Storing and retrieving UTF-8 strings from Windows resource (RC) files

I created an RC file which contains a string table, I would like to use some special
characters: ö ü ó ú ő ű á é. so I save the string with UTF-8 encoding.
But when I call in my cpp file, something like this:
LoadString("hu.dll", 12, nn, MAX_PATH);
I get a weird result:
How do I solve this problem?
As others have pointed out in the comments, the Windows APIs do not provide direct support for UTF-8 encoded text. You cannot pass the MessageBox function UTF-8 encoded strings and get the output that you expect. It will, instead, interpret them as characters in your local code page.
To get a UTF-8 string to pass to the Windows API functions (including MessageBox), you need to use the MultiByteToWideChar function to convert from UTF-8 to UTF-16 (what Windows calls Unicode, or wide strings). Passing the CP_UTF8 flag for the first parameter is the magic that enables this conversion. Example:
std::wstring ConvertUTF8ToUTF16String(const char* pszUtf8String)
{
// Determine the size required for the destination buffer.

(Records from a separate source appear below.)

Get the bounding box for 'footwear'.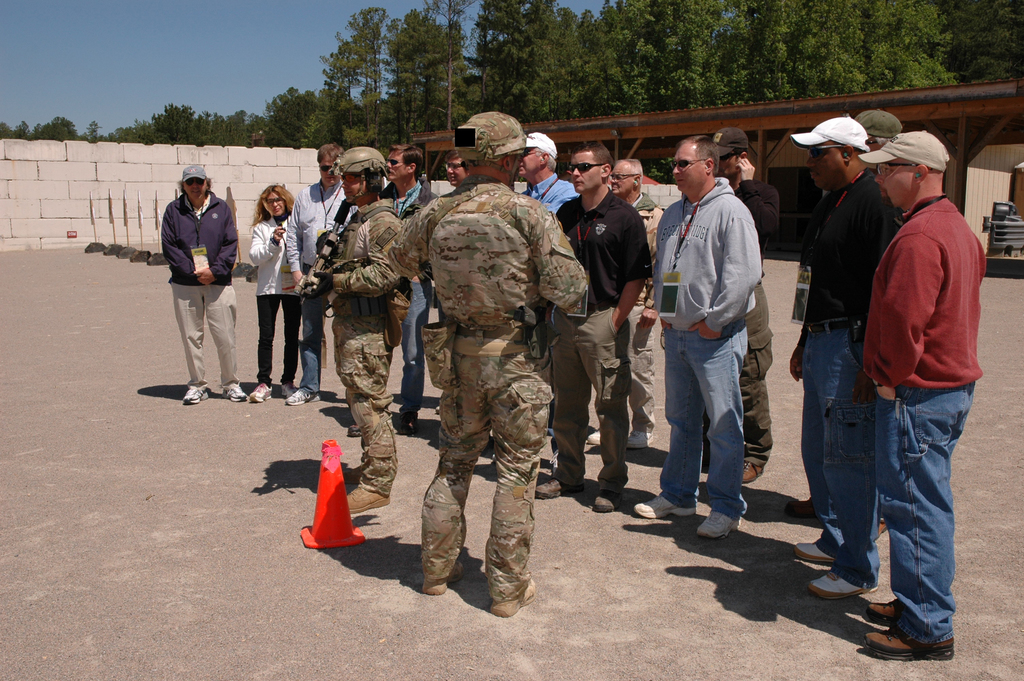
rect(625, 500, 696, 523).
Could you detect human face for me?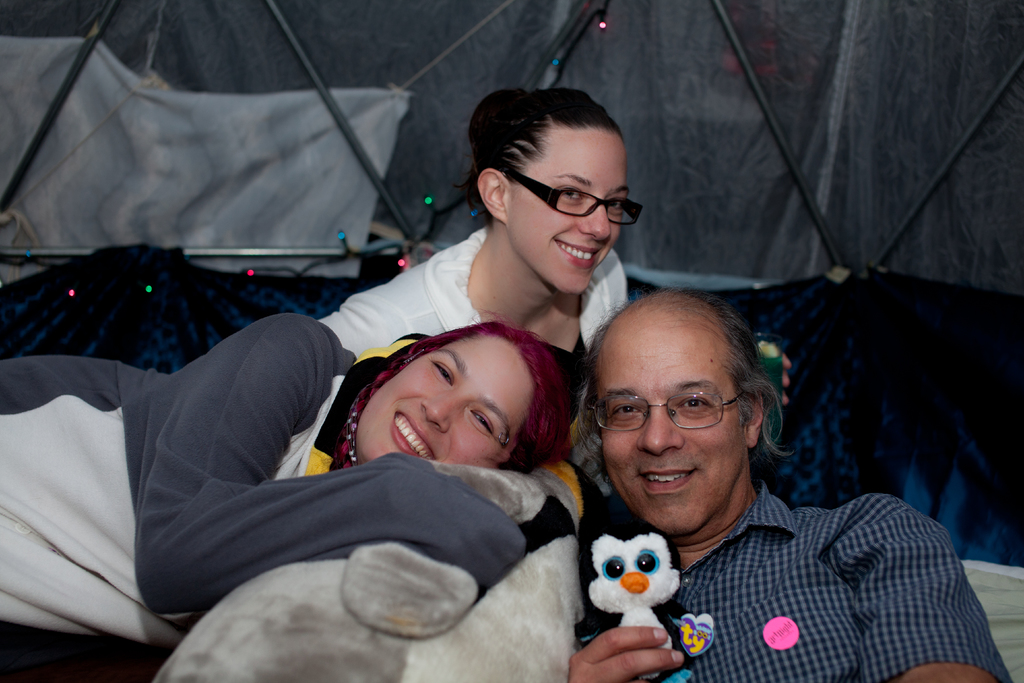
Detection result: box=[351, 331, 534, 470].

const int length = MultiByteToWideChar(CP_UTF8,
0, // no flags required
pszUtf8String,
-1, // automatically determine length
nullptr,
0);
// Allocate a buffer of the appropriate length.
std::wstring utf16String(length, L'\0');
// Call the function again to do the conversion.
if (!MultiByteToWideChar(CP_UTF8,
0,
pszUtf8String,
-1,
&utf16String[0],
length))
{
// Uh-oh! Something went wrong.
// Handle the failure condition, perhaps by throwing an exception.
// Call the GetLastError() function for additional error information.
throw std::runtime_error("The MultiByteToWideChar function failed");
}
// Return the converted UTF-16 string.
return utf16String;
}
Then, once you have a wide string, you will explicitly call the wide-string variant of the MessageBox function, MessageBoxW.
However, if you only need to support Windows and not other platforms that use UTF-8 everywhere, you will probably have a much easier time sticking exclusively with UTF-16 encoded strings. This is the native Unicode encoding that Windows uses, and you can pass these types of strings directly to any of the Windows API functions. See my answer here to learn more about the interaction between Windows API functions and strings. I recommend the same thing to you as I did to the other guy:
Stick with wchar_t and std::wstring for your characters and strings, respectively.
Always call the W variants of Windows API functions, including LoadStringW and MessageBoxW.
Ensure that the UNICODE and _UNICODE macros are defined either before you include any of the Windows headers or in your project's build settings.